Site icon iasc.org.uk

The pain of the fall is greater than the joy of the jump

One of the well-studied facts about the mechanisms of pain/pleasure, joy/sadness in human beings is the asymmetry of the impact they cause on us. Specifically, negative events cause more impact than benign events.

The biological and evolutionary basis of this asymmetry is simple: it is the negative that brings us death. Therefore, we have to be very reactive to dangers and to what causes us pain, in order to avoid the great evil. On the other hand, what is beneficial to us generates good sensations, which lead us to approach and repeat, to stay alive (feed, hydrate, reproduce, socialize). But the intensity of pleasure doesn’t mark us as much as the fear of pain.

Our biological and psychological functioning has an important consequence for our individual and collective lives: low-risk environments are more conducive to happiness than highly volatile environments. As uncomfortable as adrenaline junkies are in the most controlled environments, the vast majority of human beings thrive most when the risk is lower.

From the civilizational point of view, in fact, this has been the path traced: from the beginnings, when human beings lived in the face of great meteorological, food, health or predation risks, to modernity in which our control over energy, hygiene or food production allows us to free ourselves from the fear of not knowing how to survive the next day.

However, and because there are no free lunches, in the process of mastering the risks that we have tamed, we have created others. The classic example is unemployment. There is only unemployment because there is employment, that is, it is because we have specialized in such a way that we can be in the terrible situation of the market not needing, at a given moment, our specific contribution.

This means that, in order to truly enjoy the security that modernity, technological progress and labor specialization bring us, we have to minimize the social risks of the complexity that life in cities and global networks generates.

This can only be achieved with an institutionalized sharing of these risks, preventing people from suffering the inevitable falls of the leaps that are taking place.

That is why developed and effective systems of social security are vital for the happiness of nations, in which those who are lucky enough to be rich help those who are unlucky to be poor, those lucky enough to be healthy help those who are are unlucky to be sick, those lucky enough to be intelligent and efficient help those unlucky to not be, those lucky enough to be born privileged help those who were born discriminated against.

In addition, this sharing of social risks is also the best way to boost leaps: the less we are left behind, the more we will be moving the world forward.

The texts in this section reflect the personal opinion of the authors. They do not represent the VISION or mirror its editorial positioning.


What you need to do >> From the data that follows, copy every line with the string "year".

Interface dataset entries
───

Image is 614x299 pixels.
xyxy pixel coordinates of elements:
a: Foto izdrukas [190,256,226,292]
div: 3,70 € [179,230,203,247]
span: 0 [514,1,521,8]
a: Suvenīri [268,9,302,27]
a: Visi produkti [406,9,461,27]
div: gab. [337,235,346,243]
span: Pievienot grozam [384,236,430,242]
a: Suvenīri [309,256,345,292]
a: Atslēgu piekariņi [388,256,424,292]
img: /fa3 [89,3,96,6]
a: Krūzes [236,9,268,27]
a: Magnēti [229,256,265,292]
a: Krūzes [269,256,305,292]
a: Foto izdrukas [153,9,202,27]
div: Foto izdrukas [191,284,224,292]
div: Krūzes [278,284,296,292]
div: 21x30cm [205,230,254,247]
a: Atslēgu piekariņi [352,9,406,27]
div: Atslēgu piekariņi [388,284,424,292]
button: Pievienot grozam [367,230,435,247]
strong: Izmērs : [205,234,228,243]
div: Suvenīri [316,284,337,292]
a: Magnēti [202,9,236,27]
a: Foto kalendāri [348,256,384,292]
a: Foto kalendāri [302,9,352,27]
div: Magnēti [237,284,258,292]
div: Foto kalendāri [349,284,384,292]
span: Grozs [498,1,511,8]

───

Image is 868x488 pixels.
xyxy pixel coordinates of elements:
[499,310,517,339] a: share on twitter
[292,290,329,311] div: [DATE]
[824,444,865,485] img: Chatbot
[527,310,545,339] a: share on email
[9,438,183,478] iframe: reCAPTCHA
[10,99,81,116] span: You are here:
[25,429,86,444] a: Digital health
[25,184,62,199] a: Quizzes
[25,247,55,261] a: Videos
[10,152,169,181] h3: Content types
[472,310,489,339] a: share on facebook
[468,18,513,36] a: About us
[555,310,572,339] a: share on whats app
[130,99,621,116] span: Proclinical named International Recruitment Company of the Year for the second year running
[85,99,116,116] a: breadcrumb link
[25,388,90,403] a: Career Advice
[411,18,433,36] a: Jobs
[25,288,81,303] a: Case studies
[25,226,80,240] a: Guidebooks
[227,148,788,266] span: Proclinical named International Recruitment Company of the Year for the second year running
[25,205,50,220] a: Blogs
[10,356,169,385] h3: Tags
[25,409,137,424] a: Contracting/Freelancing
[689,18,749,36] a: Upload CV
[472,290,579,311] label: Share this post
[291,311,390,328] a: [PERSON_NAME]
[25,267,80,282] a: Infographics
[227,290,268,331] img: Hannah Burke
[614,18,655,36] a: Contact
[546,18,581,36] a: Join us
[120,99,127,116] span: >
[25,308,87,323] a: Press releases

───

Your response >>
[130,99,621,116] span: Proclinical named International Recruitment Company of the Year for the second year running
[227,148,788,266] span: Proclinical named International Recruitment Company of the Year for the second year running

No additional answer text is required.